The Fabric Protocol’s ROBO token faces allegations of airdrop manipulation. Blockchain data suggests a single entity may have captured 40% of the distribution, valued at around $8 million at launch, using thousands of coordinated wallets. The protocol’s team has not been implicated, and the token’s price has shown short-term resilience despite the findings.
On-chain data indicates a single entity may have secured a disproportionate share of the Fabric Protocol’s ROBO airdrop. Analysis identified around 7,000 wallets with similar patterns claiming roughly 199 million tokens.
These wallets were funded with similar ETH amounts roughly two months before the February 27 launch. Funds were routed through multiple intermediary addresses before claiming the airdrop.
The consistent funding and transaction structure suggests a coordinated sybil attack. At least seven exchanges were used to fund the wallets involved.
Bubblemaps clarified it found “no evidence linking the activity to Fabric Protocol or Openmind’s core teams.” The analytics firm described the project team as cooperative after sharing its findings.
Market reaction has been mixed since the token’s launch. Data shows ROBO gained roughly 14%, trading around $0.025, but with volatile price action.
The concentration of tokens could introduce future sell pressure. This incident highlights persistent challenges in airdrop design against sybil attacks.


What is required: Restate the following entries exactly, including every line.

Dataset extract:
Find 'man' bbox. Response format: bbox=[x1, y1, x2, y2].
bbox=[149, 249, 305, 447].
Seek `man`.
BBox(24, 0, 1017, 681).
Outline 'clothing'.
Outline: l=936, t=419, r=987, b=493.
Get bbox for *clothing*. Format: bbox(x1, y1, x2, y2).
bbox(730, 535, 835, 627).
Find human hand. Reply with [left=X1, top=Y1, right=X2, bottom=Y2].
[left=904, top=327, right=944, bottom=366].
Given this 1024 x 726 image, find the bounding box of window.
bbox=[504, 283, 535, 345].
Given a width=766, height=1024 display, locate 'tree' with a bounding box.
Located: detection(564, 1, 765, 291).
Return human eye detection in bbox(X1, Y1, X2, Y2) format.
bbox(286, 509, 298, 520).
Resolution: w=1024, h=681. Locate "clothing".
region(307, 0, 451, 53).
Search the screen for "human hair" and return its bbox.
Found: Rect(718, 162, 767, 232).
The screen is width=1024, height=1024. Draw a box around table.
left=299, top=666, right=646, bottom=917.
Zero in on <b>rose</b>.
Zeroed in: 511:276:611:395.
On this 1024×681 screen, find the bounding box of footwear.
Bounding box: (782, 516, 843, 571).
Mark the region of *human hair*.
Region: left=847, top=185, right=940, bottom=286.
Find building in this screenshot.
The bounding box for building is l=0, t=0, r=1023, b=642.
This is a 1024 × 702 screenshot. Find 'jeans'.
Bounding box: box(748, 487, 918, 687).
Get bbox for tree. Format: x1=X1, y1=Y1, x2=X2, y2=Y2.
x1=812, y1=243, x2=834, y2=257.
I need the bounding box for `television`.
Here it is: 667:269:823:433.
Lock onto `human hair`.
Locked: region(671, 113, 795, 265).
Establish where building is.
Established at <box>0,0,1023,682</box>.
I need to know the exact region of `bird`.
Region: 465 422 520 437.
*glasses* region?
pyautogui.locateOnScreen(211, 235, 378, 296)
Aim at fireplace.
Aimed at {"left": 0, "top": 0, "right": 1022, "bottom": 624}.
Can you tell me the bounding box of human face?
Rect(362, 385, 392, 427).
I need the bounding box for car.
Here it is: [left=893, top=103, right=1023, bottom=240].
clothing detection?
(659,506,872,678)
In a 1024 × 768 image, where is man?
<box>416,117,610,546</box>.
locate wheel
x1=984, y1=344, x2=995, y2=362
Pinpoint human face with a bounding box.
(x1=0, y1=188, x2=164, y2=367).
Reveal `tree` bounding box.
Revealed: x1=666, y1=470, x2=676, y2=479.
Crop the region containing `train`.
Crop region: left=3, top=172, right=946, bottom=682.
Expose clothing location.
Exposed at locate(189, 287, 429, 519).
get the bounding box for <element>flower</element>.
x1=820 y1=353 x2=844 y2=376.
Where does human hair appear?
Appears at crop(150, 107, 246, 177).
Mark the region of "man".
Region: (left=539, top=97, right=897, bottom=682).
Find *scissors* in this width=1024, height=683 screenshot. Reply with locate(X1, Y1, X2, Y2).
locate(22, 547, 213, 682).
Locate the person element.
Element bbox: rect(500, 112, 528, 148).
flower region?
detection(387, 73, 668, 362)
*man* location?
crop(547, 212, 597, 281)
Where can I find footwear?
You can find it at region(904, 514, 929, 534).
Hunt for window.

Completed task:
Find 'man' bbox. Response format: bbox=[x1, y1, x2, y2].
bbox=[149, 249, 305, 447].
Seek `man`.
BBox(24, 0, 1017, 681).
Outline 'clothing'.
Outline: l=936, t=419, r=987, b=493.
Get bbox for *clothing*. Format: bbox(x1, y1, x2, y2).
bbox(730, 535, 835, 627).
Find human hand. Reply with [left=X1, top=Y1, right=X2, bottom=Y2].
[left=904, top=327, right=944, bottom=366].
Given this 1024 x 726 image, find the bounding box of window.
bbox=[504, 283, 535, 345].
Given a width=766, height=1024 display, locate 'tree' with a bounding box.
Located: detection(564, 1, 765, 291).
Return human eye detection in bbox(X1, Y1, X2, Y2) format.
bbox(286, 509, 298, 520).
Resolution: w=1024, h=681. Locate "clothing".
region(307, 0, 451, 53).
Search the screen for "human hair" and return its bbox.
Found: Rect(718, 162, 767, 232).
The screen is width=1024, height=1024. Draw a box around table.
left=299, top=666, right=646, bottom=917.
Zero in on <b>rose</b>.
Zeroed in: 511:276:611:395.
On this 1024×681 screen, find the bounding box of footwear.
Bounding box: (782, 516, 843, 571).
Mark the region of *human hair*.
Region: left=847, top=185, right=940, bottom=286.
Find building in this screenshot.
The bounding box for building is l=0, t=0, r=1023, b=642.
This is a 1024 × 702 screenshot. Find 'jeans'.
Bounding box: box(748, 487, 918, 687).
Get bbox for tree. Format: x1=X1, y1=Y1, x2=X2, y2=Y2.
x1=812, y1=243, x2=834, y2=257.
I need the bounding box for `television`.
Here it is: 667:269:823:433.
Lock onto `human hair`.
Locked: region(671, 113, 795, 265).
Establish where building is.
Established at <box>0,0,1023,682</box>.
I need to know the exact region of `bird`.
Region: 465 422 520 437.
*glasses* region?
pyautogui.locateOnScreen(211, 235, 378, 296)
Aim at fireplace.
Aimed at {"left": 0, "top": 0, "right": 1022, "bottom": 624}.
Can you tell me the bounding box of human face?
Rect(362, 385, 392, 427).
I need the bounding box for car.
Here it is: [left=893, top=103, right=1023, bottom=240].
clothing detection?
(659,506,872,678)
In a 1024 × 768 image, where is man?
<box>416,117,610,546</box>.
locate wheel
x1=984, y1=344, x2=995, y2=362
Pinpoint human face with a bounding box.
(x1=0, y1=188, x2=164, y2=367).
Reveal `tree` bounding box.
Revealed: x1=666, y1=470, x2=676, y2=479.
Crop the region containing `train`.
Crop region: left=3, top=172, right=946, bottom=682.
Expose clothing location.
Exposed at locate(189, 287, 429, 519).
get the bounding box for <element>flower</element>.
x1=820 y1=353 x2=844 y2=376.
Where does human hair appear?
Appears at crop(150, 107, 246, 177).
Mark the region of "man".
Region: (left=539, top=97, right=897, bottom=682).
Find *scissors* in this width=1024, height=683 screenshot. Reply with locate(X1, Y1, X2, Y2).
locate(22, 547, 213, 682).
Locate the person element.
Element bbox: rect(500, 112, 528, 148).
flower region?
detection(387, 73, 668, 362)
*man* location?
crop(547, 212, 597, 281)
Where can I find footwear?
You can find it at region(904, 514, 929, 534).
Hunt for window.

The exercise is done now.